KEY POINTS:
I have just come from a lively workplace policy forum in Wellington hosted by the Council of Trade Unions and there are no prizes for guessing which party charmed the audience and which got a hard time.
Green MP Sue Bradford got the warmest reception for both her party's record in getting work-friendly private member's bills passed (flexible working hours, abolishing youth pay for 16 and 17 year olds) and for its other policy.
Trevor Mallard, the Labour Minister, foreshadowed new policy - statutory minimum redundancy protection for employees. More parochially, he got stuck into the "dogs" at NZ Bus who had removed a subsidy for the 60-plus group of passengers since the free off-peak transport for over 65s was introduced.
It's safe to say that David Garrett from Act got the worst reception and he got pretty upset when EPMU official and Labour Party official Paul Tolich heckled him from the front row, calling him a "redneck".
Garrett who is the legal adviser to the Sensible Sentencing Trust and No 5 on Act's list said he spent 11 years in grubby overalls working on the Maui gas line and the methanol plant in Taranaki and was a union delegate.
He explained that Act wasn't actually opposed to unions so long as they operated along market lines ie. EPMU was the biggest union because it offered the best value to its members. But he did not support any minimum wage nor basically any statutory enforcement of workplace rights. Leave it all to negotiations and contracts was his message.
Garrett also said he found the term "redneck" as offensive as Maori or Blacks found the the "N" word a few years ago.
Kate Wilkinson from National got a hard time for National's policy to allow employees to sell the fourth weeks extra holiday gained under the fifth Labour Government - an Alliance-Progressive initiative.
There was a general "yeah, right" reaction to Wilkinson's assurances that it would be able to be initiated only by the employee.

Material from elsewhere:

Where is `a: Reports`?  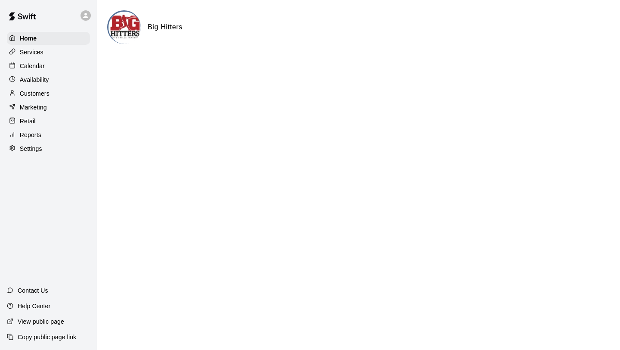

But I was quite surprised at how moderately she presented herself and I lost count of the number of times she referred to "good faith", the concept that underpins the Employment Relations Act.
She avoided most of Mallard's baiting on cuts to Kiwisaver scheme excepting for one classic line: "One billion dollars [out of it] is hardly gutting it!" she said.
Josie Pagani for the Progressives was quite a hit. She used to be Matt Robson's press secretary and until recently has been working a couple of years with the OECD in Paris, France, where they have a 35 hour working week.
"We don't have a tax problem," she said. "We have a wage problem."
New Zealand First deputy leader Peter Brown went down exceptionally well, because the party now has come credentials in workplace policy. It has supported the minimum wage increases every year and wants it raised from $12 to $15. Brown was also able to claim the initiative for a bill before Parliament that gives great protection to casual workers.
The Maori Party's Derek Fox was a late ring-in for Hone Harawira and acquitted himself well. He challenged the CTU to do more to help close the wage gap for Maori workers. In the Ikaroa-Rawhiti electorate where he is standing, the mean average income was $15,000 less than the rest of the country's.
The most intriguing line came from United Future's Robin Gunston who said his party would not be prepared to see any aspect of Kiwisaver compromised.
I am just about to call his leader Peter Dunne to see if that is true.